GUWAHATI: Tasked with protecting wildlife, foresters often try to cover up their inefficiency and corruption by terrorizing indigenous people inhabiting areas near forests. But without taking these people into confidence, it is impossible to preserve forests and wildlife. Expanding on this issue, Sophie Grigg, Senior Research and Advocacy Officer, Survival International, said that merely arming forest guards with sophisticated weaponry actually complicates the conservation effort. She was addressing city-based scribes from London through video conferencing as part of Guwahati Press Club’s ‘Meet the Press’ programme. Referring to Kaziranga national park, Ms Grigg however claimed that while a large number of rhinos have been gunned down in the past 5 years, the killing of poachers too “have continued apace”.

Coming out strongly against ‘shoot at sight’ powers foresters are being armed with, she said: “The outcome of shooting down poachers is that the masterminds remain in the dark. And it is the masterminds who keep pushing in new poachers to take the place of those who have fallen to foresters’ bullets. By all means, catch poachers alive and prosecute them, but do find out who are pulling the strings”. Conservation policies should also factor in the traditional knowledge of indigenous people inhabiting forests and surrounding areas, she commented.

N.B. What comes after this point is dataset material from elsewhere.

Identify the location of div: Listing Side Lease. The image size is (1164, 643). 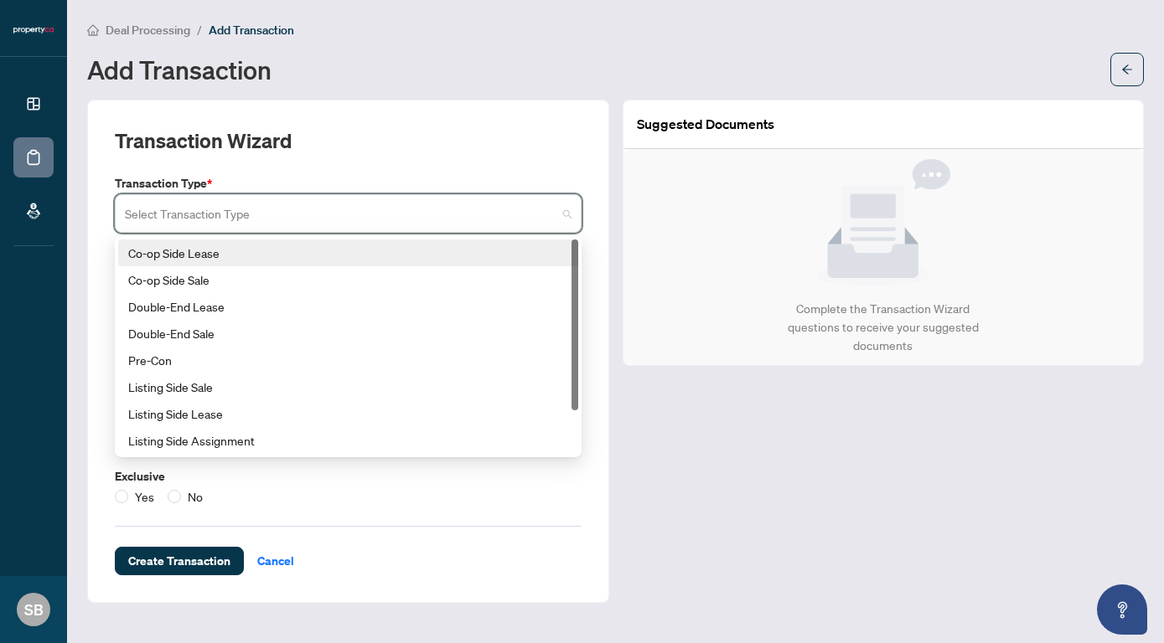
(348, 414).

It may be recalled that international tribal rights advocacy organization ‘Survival International’ has been taking up cudgels on behalf of tribals adversely impacted by ham-handed conservation efforts. It strongly supported the BBC documentary ‘Killing for Conservation’ which riled the Kaziranga authority and Indian government last year for claiming long-standing human rights violation and extra-judicial killings of poachers in the national park in the name of conservation. Moving on to the suspected killing of an American citizen in the Andamans recently by Sentinelese tibals, Ms Grigg appealed to the Indian and US governments not to send in a party to exhume the body. “This could cause these tribals, hitherto separated from the wider world, to be infected by all sorts of diseses that could result in extermination of the entire community,” she cautioned.